Khon Muang Newspaper, (1969-1972).

 

Notes:

  1. Evans, “Immobile Memories: Statues in Thailand and Laos”; Tannenbaum, “Monuments and Memory: Phaya Sihanatraja and the Founding of Maehongson”; Agulhon, “La « Statuomanie » et L’histoire.”
  2. Kongpob Areerat, “Thai Junta Coins New History Book to Legitimise Its Rule.”
  3. Thongchai Winichakul, “The Changing Landscape of the Past.”
  4. Thongchai Winichakul, “The Changing Landscape of the Past.”

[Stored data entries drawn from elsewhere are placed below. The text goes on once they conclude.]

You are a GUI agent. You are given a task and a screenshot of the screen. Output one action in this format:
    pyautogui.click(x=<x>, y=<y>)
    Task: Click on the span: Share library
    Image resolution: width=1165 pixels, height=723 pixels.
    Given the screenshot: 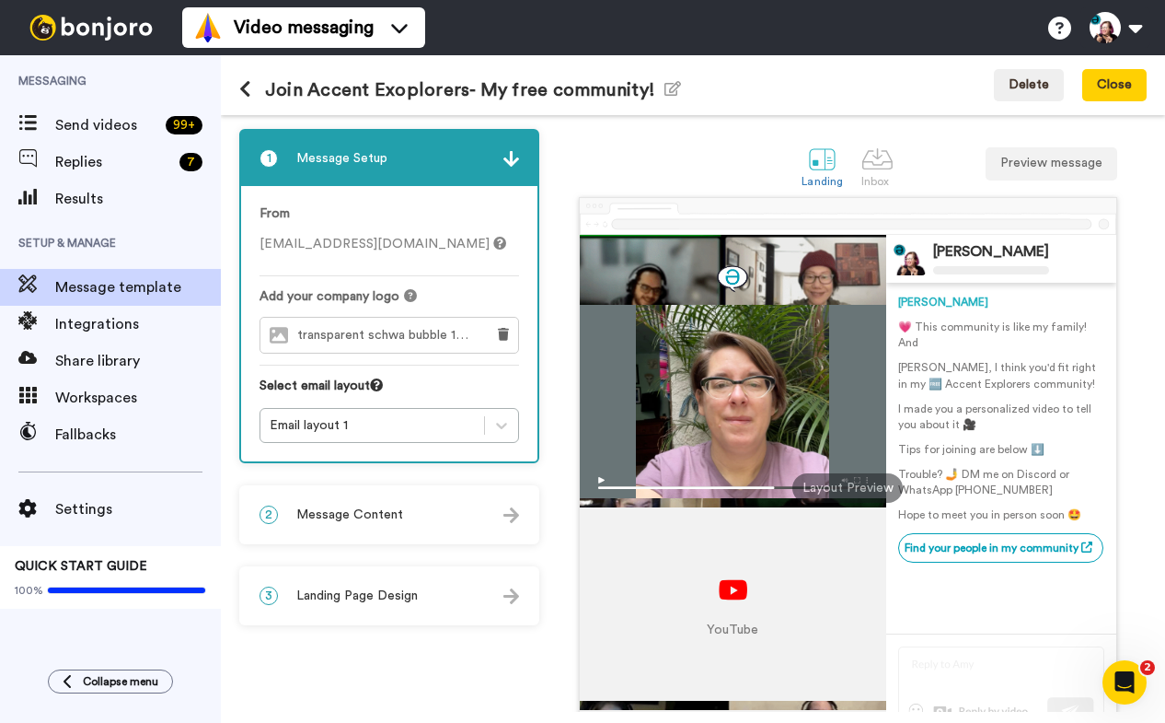 What is the action you would take?
    pyautogui.click(x=138, y=361)
    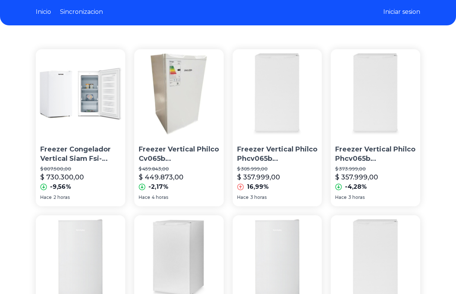 This screenshot has height=294, width=456. What do you see at coordinates (81, 12) in the screenshot?
I see `a: Sincronizacion` at bounding box center [81, 12].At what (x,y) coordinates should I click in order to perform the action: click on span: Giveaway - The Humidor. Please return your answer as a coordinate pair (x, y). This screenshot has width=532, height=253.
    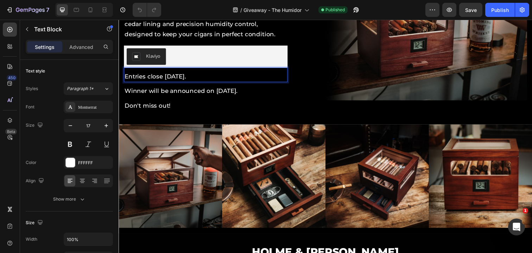
    Looking at the image, I should click on (272, 10).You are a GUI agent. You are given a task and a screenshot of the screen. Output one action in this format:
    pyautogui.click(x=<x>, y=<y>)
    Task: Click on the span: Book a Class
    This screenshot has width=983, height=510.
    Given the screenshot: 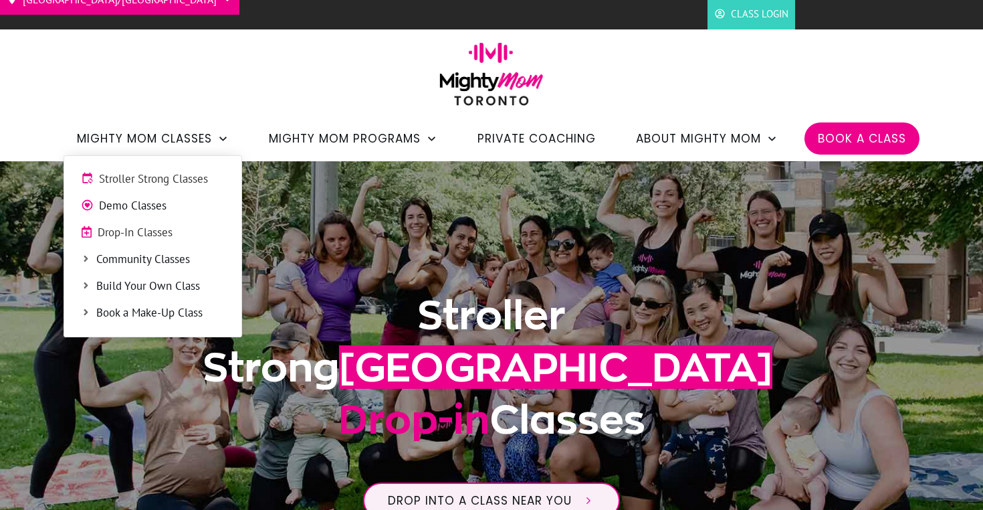 What is the action you would take?
    pyautogui.click(x=862, y=138)
    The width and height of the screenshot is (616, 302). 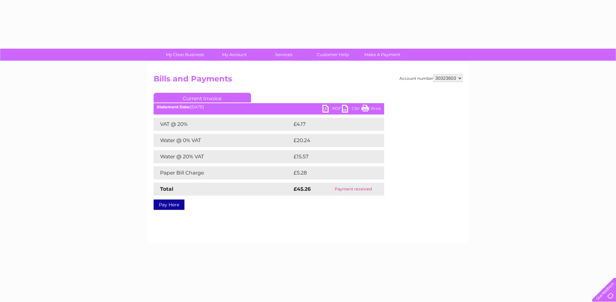 I want to click on strong: Total, so click(x=167, y=189).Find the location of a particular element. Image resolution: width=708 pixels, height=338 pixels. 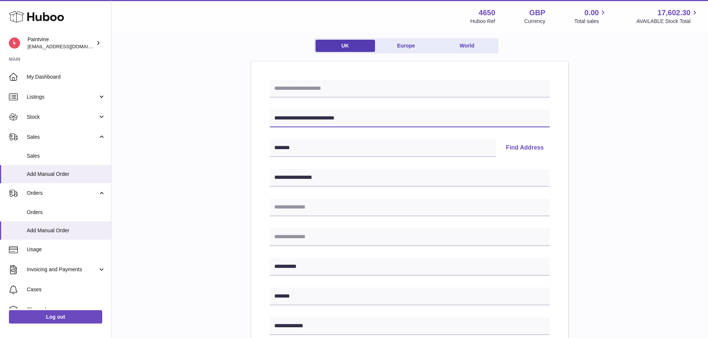

a: Log out is located at coordinates (55, 317).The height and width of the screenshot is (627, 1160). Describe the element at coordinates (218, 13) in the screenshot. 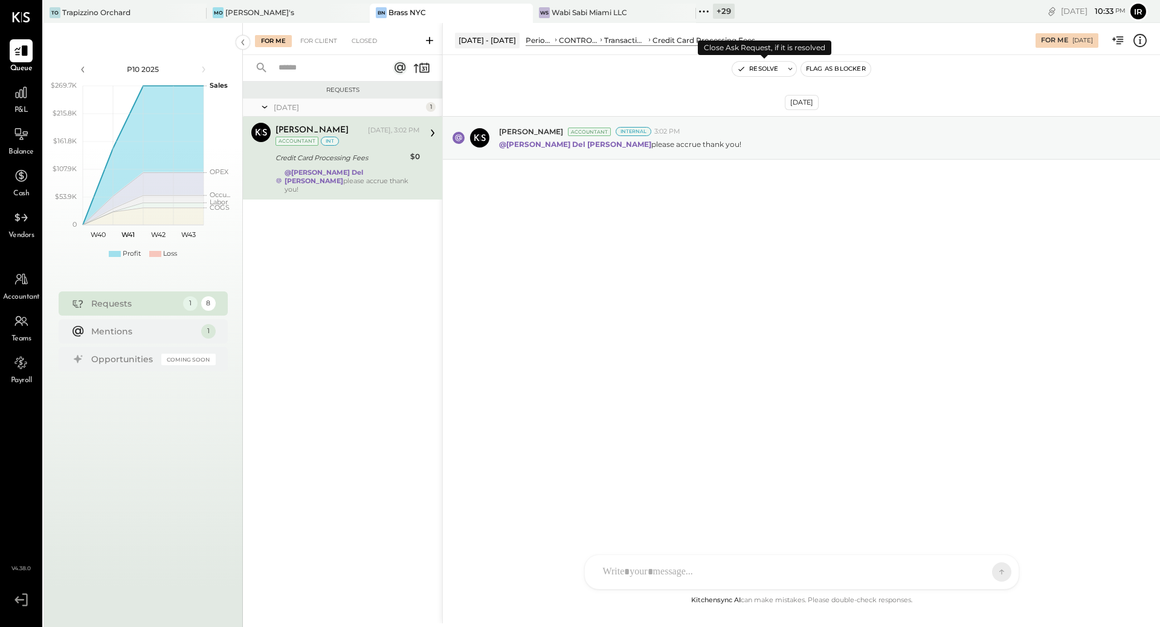

I see `div: Mo` at that location.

  5. Bowie, “Of Buddhism and Militarism in Northern Thailand”; Easum, “A Thorn in Bangkok’s Side Khruba Sriwichai, Sacred Space and the Last Stand of the Pre-Modern Chiang Mai State.”

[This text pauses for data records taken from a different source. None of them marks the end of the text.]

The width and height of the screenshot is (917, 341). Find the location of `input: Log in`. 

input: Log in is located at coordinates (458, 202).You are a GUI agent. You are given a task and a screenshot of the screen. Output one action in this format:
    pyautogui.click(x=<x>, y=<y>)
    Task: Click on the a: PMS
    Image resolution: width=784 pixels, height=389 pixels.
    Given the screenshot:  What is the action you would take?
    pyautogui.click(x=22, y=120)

  6. 4) ศธ 2.2.3.1/11, Kansāng ‘anusāwarī Phra Sīwichai phua nampai praditsathān na boriwēn senthāng khun sū Doi Suthēp čhangwat Chīang Mai(1956-63), National Archives of Thailand, Bangkok, Records of the Ministry of Education, 1962.

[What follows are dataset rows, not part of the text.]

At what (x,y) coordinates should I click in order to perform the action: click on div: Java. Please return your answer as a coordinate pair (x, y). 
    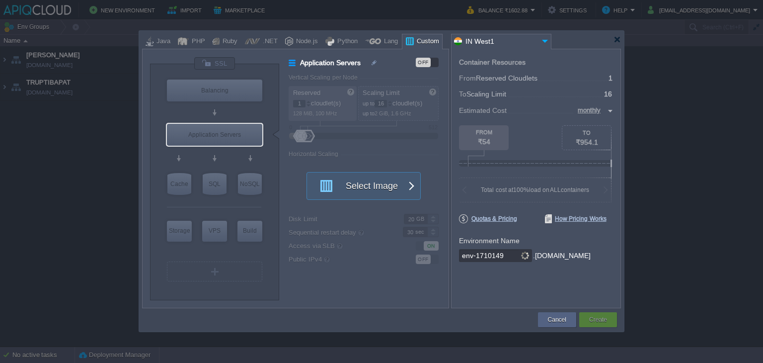
    Looking at the image, I should click on (162, 42). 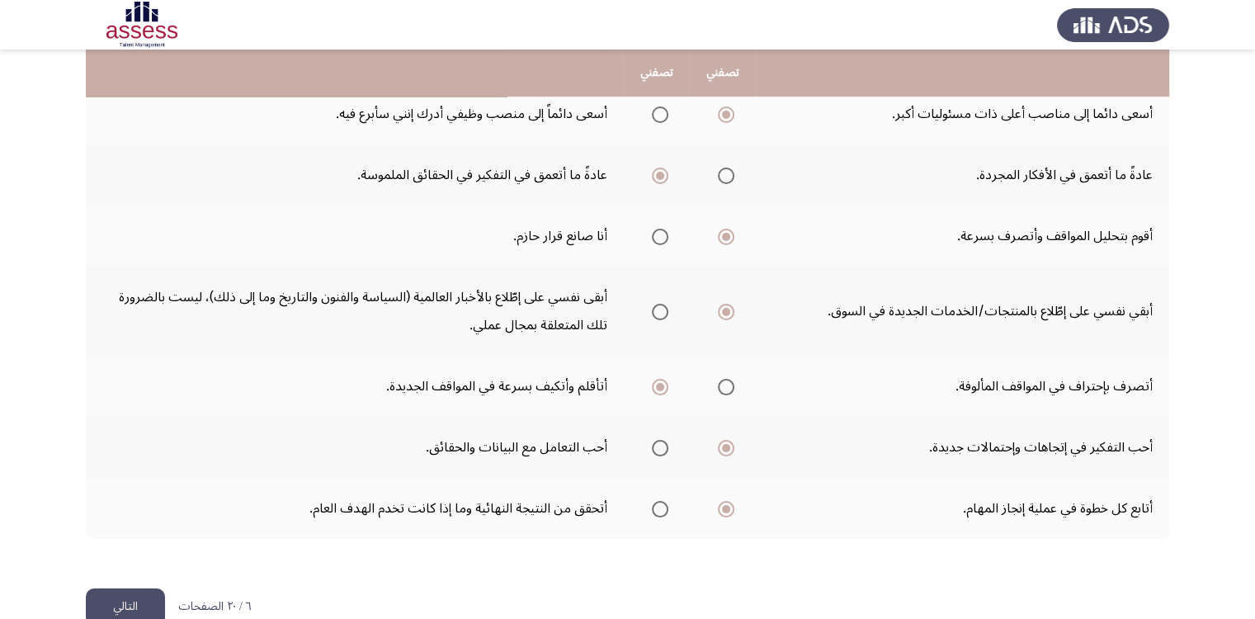 What do you see at coordinates (355, 386) in the screenshot?
I see `td: أتأقلم وأتكيف بسرعة في المواقف الجديدة.` at bounding box center [355, 386].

  7. Wong, Visions of a Nation.
  8. Evans, “Immobile Memories: Statues in Thailand and Laos,” 177.
  9. Easum, “A Thorn in Bangkok’s Side Khruba Sriwichai, Sacred Space and the Last Stand of the Pre-Modern Chiang Mai State,” 234.
  10. Viboon Leesuwan, Chīwit Læ Ngān Khō̜ng Āčhān Sin Phīrasī.
  11. Peleggi, Lords of Things, 102, 194.
  12. [1] Malinee Khumsupa, Anusāwarī Prachāthippatai kap khwāmmāi thī mō̜ng mai hēn [The Democracy Monument and Its Hidden Meanings].
  13. Mukhom Wongthes, Intellectual Might and National Myth; Terwiel, The Ram Khamhaeng inscription.
  14. Khon Muang, 10 June 1969.
  15. Khon Muang, 25 March 1970.
  16. Khon Muang, 5 June 1970.
  17. Rhum, “The Future of the Past in Northern Thailand.”
  18. Johnson, “Re-Centreing the City.”
  19. Lanna Thai.
  20. Rhum, “The Future of the Past in Northern Thailand.”
  21. Lanna Thai, 60.
  22. Evans, “Immobile Memories: Statues in Thailand and Laos,” 168–70; Johnson, “Re-Centreing the City”; Stengs, Worshipping the Great Moderniser.
  23. Johnson, “Re-Centreing the City.”
  24. “Where should the Khruba Sriwichai monument be placed?” Khon Muang, 20 June 1972.